As shown in the film Zeitgiest Moving Forward, our society, on a foundational level is not designed to provide for objective human needs. 

But no reason to really reexamine our paradigms, if you feel unhappy go and get Celexa.

4) Ignorance of natural health is a driving force behind psychiatric medications.

People will be prescribed psychiatric drugs to mask psychological problems, Candida, hypothyroidism, metal toxicity, protein deficiency and other health problems. This is what I see. Often people will take such drugs for years, only to find out later that what they really have is some other problem.

But other times people end up on a cocktail of various psychiatric drugs for years that they are unable to get off of. They continue to see the prescribing doctors and fiddle around with this drug and that, possibly changing doses, but never really getting healthy.

Of course, every case is different, but from experience many of these people may just have food allergies, Candida, some hormonal issues, need for folate, or something else which it totally treatable with natural medicine.
 


Friday, November 23, 2012

The Candida – Psoriasis connection

 Psoriasis is not caused by a steroid drug deficiency

Typically conventional medicine treats psoriasis with steroids. While this may help symptoms, it is entirely useless in addressing the cause of psoriasis. In other words, psoriasis is not caused by a deficiency of topical corticosteroids.

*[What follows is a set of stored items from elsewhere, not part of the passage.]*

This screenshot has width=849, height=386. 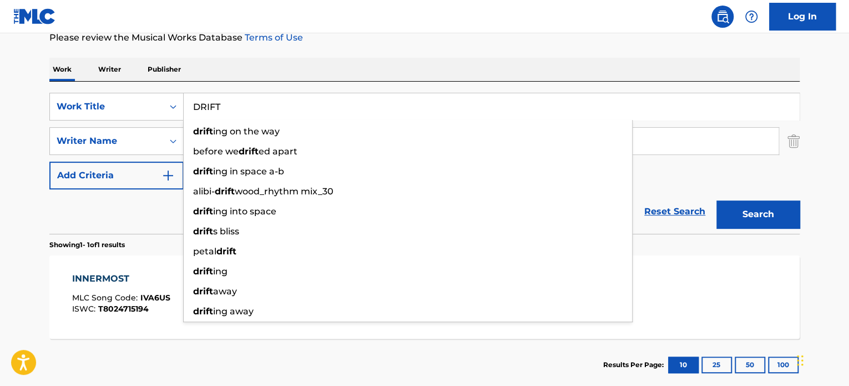 What do you see at coordinates (246, 131) in the screenshot?
I see `span: ing on the way` at bounding box center [246, 131].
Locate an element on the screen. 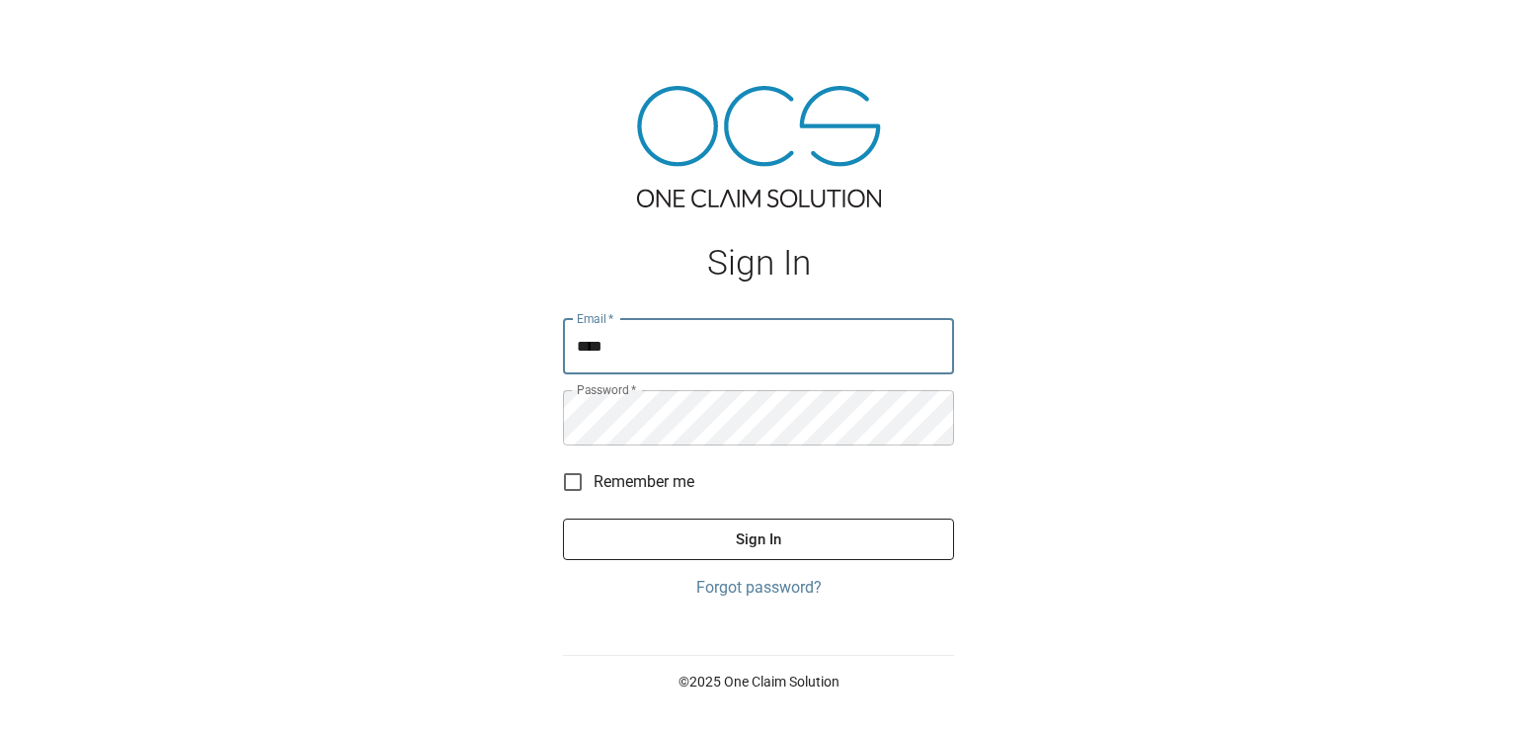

Several times I have seen psoriasis patients who were actually surprised when I mentioned the possibility of candida. In actuality the relationship between psoriasis and chronic candida overgrowth is understood by many in natural health.

Additionally, there are research studies backing this up. So there should be nothing controversial about considering candida in a case of psoriasis.

Studies that show link between Candida and Psoriasis:

Incidence of Candida in psoriasis – a study on the fungal flora of psoriatic patients

This study found candida in 72% of the psoriatic patients, but in only 46% of the controls. Also, they found candida in 78% of the saliva samples of the psoriatics but in only 50% of the controls.

A 1994 article “Microorganisms and Psoriasis” reported completely, or almost completely clearing psoriasis in 50% of 126 patients, using antimicrobial treatment.

Interestingly, this article covers other organisms that may be factors in psoriasis besides Candida albicans. These are:
  • Malassezia ovalis
  • group A beta-hemolytic streptococci
  • group B beta-hemolytic streptococci
  • Enterococcus faecalis
  • Pseudomonas species
  • Klebsiella species
  • Bacillus cereus
While I don't entirely agree with their method of treatment, and would prefer a more natural route (using herbs instead of drugs, the "Candida diet", liver support, etc...), this is still an excellent article on the microbial triggers of psoriasis and treatment.

What about studies that found no relationship between Candida and Psoriasis?

A study from 2003; Microorganisms in Intertriginous Psoriasis: No Evidence of Candida culture took culture samples from psoriac patients and found no evidence of Candida. Therefore, the study recommended that Candida not be treated with anti-fungal agents, and instead be treated with topical steroids.

However, upon actually looking at how the study was conducted, the samples for culture where taken from the actual psoriatic lesions.

From the perspective of a natural health care practitioner who has experience with Candida patients, this is not surprising. The link between Candida and Psoriasis is not so direct. In other words, the psoriatic lesion is not a candida infection. Rather, this is the body's response to an internal overgrowth of candida, which is generally traced back to the digestive tract. It is the candida in the digestive tract, which releases toxic by-products and triggers the immune system that causes the body to produce psoriasis lesion as part of a response. Therefore, cultures for candida should be from stool, not the skin, and treatment with anti-fungals should be directed at the digestive tract as well. 

Of course, a comprehensive history should be taken as well, and if some thing comes up in history that leads case in a different direction other than Candida or similar microbial overgrowth, then other triggers should be considered as well. Candida is not the THE CAUSE of psoriasis in all people. It is just a likely trigger.